A design reported on by Aircraft Nuclear Propulsion project staff at Oak RidgeNational Laboratory in mid 1952. The report dealt with the reactor program, not the airframe, so there’s limited data… including who designed the thing. Could be an in-house Oak Ridge design, it might be a Fairchild NEPA design. There is even limited technical data on the design. No dimensions are given, but they can probabaly be estimated based on a few snippets:

Gross weight: ~350,000 pounds

Wing loading: 70 lb/sq.foot

Reactor-to-crew separation: 120 feet

Crew compartment: 4.5X5.5X12 feet

Thrust at takeoff was to be 155,000 pounds, using six turbojets clustered around a single 350 megawatt beryllium oxide moderated circulating fuel reactor.

Note that the geometry of the aircraft is *really* simple… lots of straight lines, sharp corners and simple circular structures. This was pretty common among early “NEPA”-era nuclear aircraft designs.
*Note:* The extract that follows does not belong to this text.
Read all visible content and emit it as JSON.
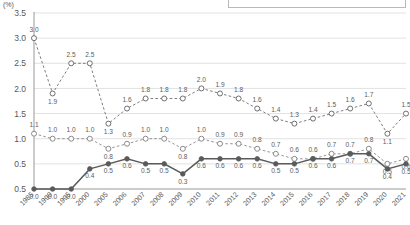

But by 1956 or so, contractors were producing nuclear powered aircraft concepts of far greater sophistication, which would have been difficult to tell from conventionally-powered (albeit advanced and exotic) aircraft design concepts.

 Posted by at 5:29 pm

  One Response to “Mach 1.5 Nuclear Powered Bomber”

  1. Looks like something France’s Leduc would have come up with.